John H. Eicher

The product of German, Swiss, and a small amount of Delaware Native American ancestry, Eicher was born in Dayton, Ohio.

Moving to the Ohio State University in Columbus, Eicher helped in the preparation of aviation gasoline components such as triptane, a reference compound, which was sent to the Royal Air Force during the Battle of Britain.

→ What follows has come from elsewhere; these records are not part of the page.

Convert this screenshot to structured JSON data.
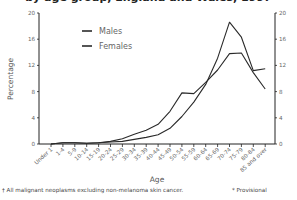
{
  "title": "by age group, England and Wales, 1997",
  "footnotes": {
    "left": "† All malignant neoplasms excluding non-melanoma skin cancer.",
    "right": "* Provisional"
  },
  "chart_data": {
    "type": "line",
    "title": "by age group, England and Wales, 1997",
    "xlabel": "Age",
    "ylabel": "Percentage",
    "ylim": [
      0,
      20
    ],
    "yticks": [
      0,
      4,
      8,
      12,
      16,
      20
    ],
    "y_axis_right": true,
    "grid": false,
    "legend_position": "top-left",
    "categories": [
      "Under 1",
      "1-4",
      "5-9",
      "10-14",
      "15-19",
      "20-24",
      "25-29",
      "30-34",
      "35-39",
      "40-44",
      "45-49",
      "50-54",
      "55-59",
      "60-64",
      "65-69",
      "70-74",
      "75-79",
      "80-84",
      "85 and over"
    ],
    "series": [
      {
        "name": "Males",
        "values": [
          0.0,
          0.2,
          0.2,
          0.1,
          0.2,
          0.3,
          0.4,
          0.7,
          1.0,
          1.4,
          2.4,
          4.2,
          6.4,
          9.1,
          13.1,
          18.6,
          16.3,
          11.2,
          11.5
        ]
      },
      {
        "name": "Females",
        "values": [
          0.0,
          0.2,
          0.2,
          0.1,
          0.2,
          0.4,
          0.8,
          1.5,
          2.1,
          3.0,
          5.0,
          7.8,
          7.7,
          9.4,
          11.3,
          13.8,
          13.9,
          10.9,
          8.4
        ]
      }
    ]
  }
}
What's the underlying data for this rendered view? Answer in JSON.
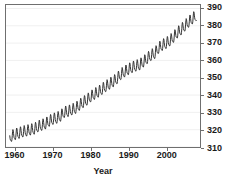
{
  "chart_data": {
    "type": "line",
    "title": "",
    "subtitle": "",
    "xlabel": "Year",
    "ylabel": "",
    "xlim": [
      1957.5,
      2009.0
    ],
    "ylim": [
      310,
      392
    ],
    "xticks": [
      1960,
      1970,
      1980,
      1990,
      2000
    ],
    "xtick_labels": [
      "1960",
      "1970",
      "1980",
      "1990",
      "2000"
    ],
    "yticks": [
      310,
      320,
      330,
      340,
      350,
      360,
      370,
      380,
      390
    ],
    "ytick_labels": [
      "310",
      "320",
      "330",
      "340",
      "350",
      "360",
      "370",
      "380",
      "390"
    ],
    "y_axis_position": "right",
    "grid": true,
    "grid_color": "#f0f0f0",
    "grid_axis": "y",
    "legend": null,
    "series": [
      {
        "name": "Atmospheric CO2 (ppm)",
        "color": "#333333",
        "line_width": 1,
        "description": "Monthly mean CO2 with annual seasonal sawtooth oscillation of about +/- 3 ppm superimposed on a rising trend",
        "seasonal_amplitude": 3.0,
        "x": [
          1958.5,
          1959,
          1960,
          1961,
          1962,
          1963,
          1964,
          1965,
          1966,
          1967,
          1968,
          1969,
          1970,
          1971,
          1972,
          1973,
          1974,
          1975,
          1976,
          1977,
          1978,
          1979,
          1980,
          1981,
          1982,
          1983,
          1984,
          1985,
          1986,
          1987,
          1988,
          1989,
          1990,
          1991,
          1992,
          1993,
          1994,
          1995,
          1996,
          1997,
          1998,
          1999,
          2000,
          2001,
          2002,
          2003,
          2004,
          2005,
          2006,
          2007,
          2008
        ],
        "values": [
          315.0,
          315.9,
          316.9,
          317.6,
          318.4,
          318.9,
          319.5,
          320.0,
          321.4,
          322.2,
          323.0,
          324.6,
          325.7,
          326.3,
          327.5,
          329.7,
          330.2,
          331.1,
          332.0,
          333.8,
          335.4,
          336.8,
          338.7,
          340.1,
          341.4,
          343.0,
          344.6,
          346.0,
          347.4,
          349.2,
          351.6,
          353.1,
          354.4,
          355.6,
          356.4,
          357.1,
          358.8,
          360.8,
          362.6,
          363.7,
          366.7,
          368.4,
          369.5,
          371.0,
          373.1,
          375.6,
          377.4,
          379.6,
          381.8,
          383.7,
          385.6
        ]
      }
    ]
  }
}
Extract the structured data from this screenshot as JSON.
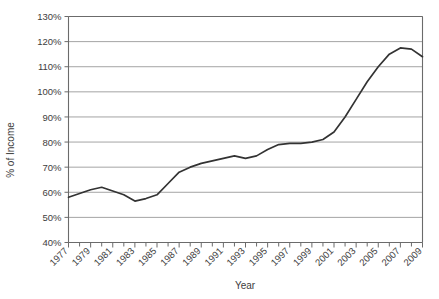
{
  "chart_data": {
    "type": "line",
    "title": "",
    "xlabel": "Year",
    "ylabel": "% of Income",
    "xlim": [
      1977,
      2009
    ],
    "ylim": [
      40,
      130
    ],
    "ytick_labels": [
      "130%",
      "120%",
      "110%",
      "100%",
      "90%",
      "80%",
      "70%",
      "60%",
      "50%",
      "40%"
    ],
    "ytick_values": [
      130,
      120,
      110,
      100,
      90,
      80,
      70,
      60,
      50,
      40
    ],
    "xtick_labels": [
      "1977",
      "1979",
      "1981",
      "1983",
      "1985",
      "1987",
      "1989",
      "1991",
      "1993",
      "1995",
      "1997",
      "1999",
      "2001",
      "2003",
      "2005",
      "2007",
      "2009"
    ],
    "xtick_values": [
      1977,
      1979,
      1981,
      1983,
      1985,
      1987,
      1989,
      1991,
      1993,
      1995,
      1997,
      1999,
      2001,
      2003,
      2005,
      2007,
      2009
    ],
    "grid": "horizontal",
    "legend": "none",
    "line_color": "#333333",
    "x": [
      1977,
      1978,
      1979,
      1980,
      1981,
      1982,
      1983,
      1984,
      1985,
      1986,
      1987,
      1988,
      1989,
      1990,
      1991,
      1992,
      1993,
      1994,
      1995,
      1996,
      1997,
      1998,
      1999,
      2000,
      2001,
      2002,
      2003,
      2004,
      2005,
      2006,
      2007,
      2008,
      2009
    ],
    "values": [
      58.0,
      59.5,
      61.0,
      62.0,
      60.5,
      59.0,
      56.5,
      57.5,
      59.0,
      63.5,
      68.0,
      70.0,
      71.5,
      72.5,
      73.5,
      74.5,
      73.5,
      74.5,
      77.0,
      79.0,
      79.5,
      79.5,
      80.0,
      81.0,
      84.0,
      90.0,
      97.0,
      104.0,
      110.0,
      115.0,
      117.5,
      117.0,
      114.0
    ],
    "series_name": "Household Debt as % of Income"
  }
}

[citation needed] In mid-1943 Eicher joined the Manhattan Project at Columbia University in New York, working first with Willard Libby (1908–1980), Nobel Laureate in 1960; then with Harold C. Urey (1893–1981), chair of the chemistry department and 1934 Nobel Laureate; with John R. Dunning (1907–1975), dean of engineering; and with Leslie R. Groves (1896–1970), major general, commanding the Manhattan Engineer District.

[4][5][6][7][8] Returning to Purdue University in 1945 for graduate studies, Eicher taught organic technic and qualitative analysis for six years as an assistant instructor.

He became a longtime chapter secretary for the Phi Lambda Upsilon national chemistry honorary, and a member of the research Society of the Sigma Xi.

[12] In 1953 he organized a student and faculty liberal religious club at Miami which became a Unitarian Fellowship and later evolved into the Hopedale Unitarian-Universalist Community.